California lawmakers, tribal officials decry deadline
Thursday, Nov. 13, 1997 | 10:41 a.m.
"Indian gaming has become a strong economic engine," state Sen. Richard Polanco, D-Los Angeles, said Wednesday. "It has taken people off of welfare and into jobs; it has revitalized communities both on the reservation and off; it has replaced illiteracy with education; it has replaced substance abuse with treatment; it has replaced poverty with prosperity."
U.S. attorneys have informed California tribes that they must reach casino operation agreements with the state by March 31, or face enforcement actions by federal regulators.
If the tribes fail to reach the agreements, they would have until May 1 to remove their lucrative video slot machines, which state and federal officials say are illegal under state law.
By March 15, the tribes are supposed to confirm that they will adhere to that schedule -- or, again, they may face enforcement actions.
Officials have said the enforcement actions would avoid confrontational moves such as seizing games or arresting people.
In a related matter, a federal judge in Los Angeles this month turned down prosecutors' request for a permanent injunction to ban certain casino-like games at gambling halls on eight Indian reservations in Southern California.
U.S. District Judge J. Spencer Letts rejected the request last week. It was the second time the U.S. Attorney's office had sought an injunction to halt such games as video slots and black jack.
In October, the judge also rejected a preliminary injunction against the reservation casinos, mostly in Riverside and San Bernardino counties.
While U.S. Attorney Nora Manella in Los Angeles has been aggressive in pushing for removal of the machines, federal prosecutors in Sacramento and San Diego have been willing to wait out the negotiations.
The judge's decision "reflects a growing tide of legal, law enforcement and political opinion that there should be one rule for the state's policy -- that gaming tribes should be able to negotiate with the state for a gaming agreement," the Tribal Alliance of Sovereign Nations said in a statement Wednesday.
At the state Capitol news conference on the issue Wednesday, a bipartisan group of lawmakers sided with Polanco including Sens. Cathie Wright, R-Simi Valley; Diane Watson, D-Los Angeles; and Barbara Lee, D-Oakland; and Assemblymembers Tom McClintock, R-Simi Valley; Martha Escutia, D-Huntington Park; and Tony Cardenas, D-Pocoima.
"I don't believe you can mandate to the governor and the negotiating Indian tribes from the judiciary," Wright said. "Their action should come after any agreement has been reached."
Lee called the U.S. Attorney offices demands "a hostile act."
"We know both the federal government and the state governments are promoting self-sufficiency and self-empowerment," she said. "It makes no sense, when you have a group of people which has proven it knows how to become empowered ... to interfere in that activity."
The administration of Gov. Pete Wilson and the tribes are in the fourth month of negotiations over the number and types of games tribes can offer. The tribes say they are sovereign nations and should not be told what they can and cannot do on their reservations.
But under the federal laws which permitted Indians to operate casinos, they may only offer games which are already legal in the states where they are located.
California does not permit the types of games at issue, going so far as to strike down the California Lottery's Keno game on similar grounds.
More than 13,000 of the devices are operated in California by more than three dozen tribes, the attorney general's office has said.
Gambling interests are major contributors to political campaigns. But Polanco said the lawmakers who joined him at Wednesday's news conference were motivated by principle, not money.
The tribes have mounted a $1 million television advertising campaign to show how casinos have improved life on the reservations and delivered their members from welfare dependence.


(Problem details):
What lines in the following entries hold the word "grid"? Copy each one.

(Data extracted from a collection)
[Start of section]
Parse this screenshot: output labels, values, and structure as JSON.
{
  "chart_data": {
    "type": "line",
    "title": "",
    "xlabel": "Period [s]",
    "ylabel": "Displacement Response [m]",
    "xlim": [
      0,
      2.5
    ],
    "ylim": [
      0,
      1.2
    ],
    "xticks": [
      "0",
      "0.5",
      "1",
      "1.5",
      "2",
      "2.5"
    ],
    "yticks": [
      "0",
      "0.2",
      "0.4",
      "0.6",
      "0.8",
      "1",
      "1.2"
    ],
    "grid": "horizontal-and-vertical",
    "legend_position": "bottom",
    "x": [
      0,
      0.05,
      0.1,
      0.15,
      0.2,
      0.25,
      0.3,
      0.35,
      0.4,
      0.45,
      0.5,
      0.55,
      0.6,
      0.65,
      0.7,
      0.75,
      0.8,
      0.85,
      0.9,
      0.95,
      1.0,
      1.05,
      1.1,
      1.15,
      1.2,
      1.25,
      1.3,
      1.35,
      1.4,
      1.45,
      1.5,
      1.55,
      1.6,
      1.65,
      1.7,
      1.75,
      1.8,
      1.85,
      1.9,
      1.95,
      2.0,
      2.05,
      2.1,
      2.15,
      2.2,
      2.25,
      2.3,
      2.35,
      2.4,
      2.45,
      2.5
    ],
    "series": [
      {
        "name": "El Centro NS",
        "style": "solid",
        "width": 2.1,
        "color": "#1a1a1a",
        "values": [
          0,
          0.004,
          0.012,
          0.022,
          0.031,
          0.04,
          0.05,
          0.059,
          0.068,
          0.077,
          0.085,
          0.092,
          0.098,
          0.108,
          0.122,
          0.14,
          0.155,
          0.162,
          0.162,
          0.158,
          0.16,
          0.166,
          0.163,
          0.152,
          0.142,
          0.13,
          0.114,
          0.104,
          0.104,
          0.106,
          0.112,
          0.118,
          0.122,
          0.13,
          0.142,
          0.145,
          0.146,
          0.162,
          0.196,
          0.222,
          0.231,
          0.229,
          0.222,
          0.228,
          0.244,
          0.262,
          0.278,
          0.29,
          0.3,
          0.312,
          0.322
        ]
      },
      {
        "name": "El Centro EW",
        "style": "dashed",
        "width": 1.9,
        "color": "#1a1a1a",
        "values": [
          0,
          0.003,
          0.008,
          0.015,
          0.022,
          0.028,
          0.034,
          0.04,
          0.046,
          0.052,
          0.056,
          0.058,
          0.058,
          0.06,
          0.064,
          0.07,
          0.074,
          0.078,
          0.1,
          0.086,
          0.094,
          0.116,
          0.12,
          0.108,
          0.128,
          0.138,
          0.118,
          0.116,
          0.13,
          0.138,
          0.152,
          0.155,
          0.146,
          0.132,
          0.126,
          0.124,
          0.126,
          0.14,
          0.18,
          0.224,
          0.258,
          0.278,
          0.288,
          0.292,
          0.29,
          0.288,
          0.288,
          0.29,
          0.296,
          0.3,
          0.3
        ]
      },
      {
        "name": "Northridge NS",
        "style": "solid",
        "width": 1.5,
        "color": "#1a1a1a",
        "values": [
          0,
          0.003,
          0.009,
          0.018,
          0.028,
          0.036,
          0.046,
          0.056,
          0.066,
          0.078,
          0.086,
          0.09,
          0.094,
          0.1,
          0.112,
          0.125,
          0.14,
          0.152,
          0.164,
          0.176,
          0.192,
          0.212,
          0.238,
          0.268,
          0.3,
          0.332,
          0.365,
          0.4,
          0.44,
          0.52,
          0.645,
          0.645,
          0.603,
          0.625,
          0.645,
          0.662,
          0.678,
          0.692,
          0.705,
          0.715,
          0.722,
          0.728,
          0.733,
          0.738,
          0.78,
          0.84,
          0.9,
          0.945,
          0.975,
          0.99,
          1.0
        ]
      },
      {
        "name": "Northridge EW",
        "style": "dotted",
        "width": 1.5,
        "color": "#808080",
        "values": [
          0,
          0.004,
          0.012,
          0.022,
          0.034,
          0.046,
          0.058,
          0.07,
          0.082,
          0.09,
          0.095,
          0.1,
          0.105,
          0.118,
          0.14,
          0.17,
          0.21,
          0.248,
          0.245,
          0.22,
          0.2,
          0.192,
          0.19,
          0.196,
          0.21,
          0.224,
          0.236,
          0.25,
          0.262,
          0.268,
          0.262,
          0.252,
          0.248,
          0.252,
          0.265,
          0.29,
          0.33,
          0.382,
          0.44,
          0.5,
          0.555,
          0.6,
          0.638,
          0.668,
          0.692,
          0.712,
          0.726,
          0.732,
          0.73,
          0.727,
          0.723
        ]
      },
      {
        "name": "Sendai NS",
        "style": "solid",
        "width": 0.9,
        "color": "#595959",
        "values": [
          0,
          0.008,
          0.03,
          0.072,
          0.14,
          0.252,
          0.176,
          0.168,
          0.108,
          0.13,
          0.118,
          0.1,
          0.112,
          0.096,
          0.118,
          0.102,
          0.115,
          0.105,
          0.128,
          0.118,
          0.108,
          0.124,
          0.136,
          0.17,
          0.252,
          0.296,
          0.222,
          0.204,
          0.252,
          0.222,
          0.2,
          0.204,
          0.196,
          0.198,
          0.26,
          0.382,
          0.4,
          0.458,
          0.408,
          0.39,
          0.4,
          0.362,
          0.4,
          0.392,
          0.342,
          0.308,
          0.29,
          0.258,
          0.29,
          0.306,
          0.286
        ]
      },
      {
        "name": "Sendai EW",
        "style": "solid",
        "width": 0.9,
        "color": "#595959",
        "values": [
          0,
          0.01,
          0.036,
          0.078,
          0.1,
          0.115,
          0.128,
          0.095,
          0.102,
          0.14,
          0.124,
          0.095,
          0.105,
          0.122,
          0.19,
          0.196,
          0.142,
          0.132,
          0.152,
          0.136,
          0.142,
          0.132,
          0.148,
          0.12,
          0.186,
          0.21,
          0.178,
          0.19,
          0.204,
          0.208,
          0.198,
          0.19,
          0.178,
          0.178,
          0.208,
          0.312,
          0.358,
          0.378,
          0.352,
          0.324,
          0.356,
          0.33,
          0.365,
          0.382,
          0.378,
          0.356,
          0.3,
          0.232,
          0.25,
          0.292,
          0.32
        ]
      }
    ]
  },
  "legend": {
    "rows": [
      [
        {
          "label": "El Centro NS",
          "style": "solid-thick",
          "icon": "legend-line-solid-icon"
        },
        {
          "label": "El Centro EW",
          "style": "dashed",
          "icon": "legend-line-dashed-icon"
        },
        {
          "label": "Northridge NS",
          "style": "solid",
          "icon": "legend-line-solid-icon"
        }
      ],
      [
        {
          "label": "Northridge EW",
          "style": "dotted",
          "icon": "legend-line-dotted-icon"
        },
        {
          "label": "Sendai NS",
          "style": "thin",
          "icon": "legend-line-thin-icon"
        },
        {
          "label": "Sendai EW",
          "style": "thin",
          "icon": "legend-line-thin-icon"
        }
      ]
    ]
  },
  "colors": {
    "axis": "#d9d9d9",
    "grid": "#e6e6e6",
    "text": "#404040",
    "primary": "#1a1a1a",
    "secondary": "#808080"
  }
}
[End of section]
(Answer to this problem):
    "grid": "horizontal-and-vertical",
    "grid": "#e6e6e6",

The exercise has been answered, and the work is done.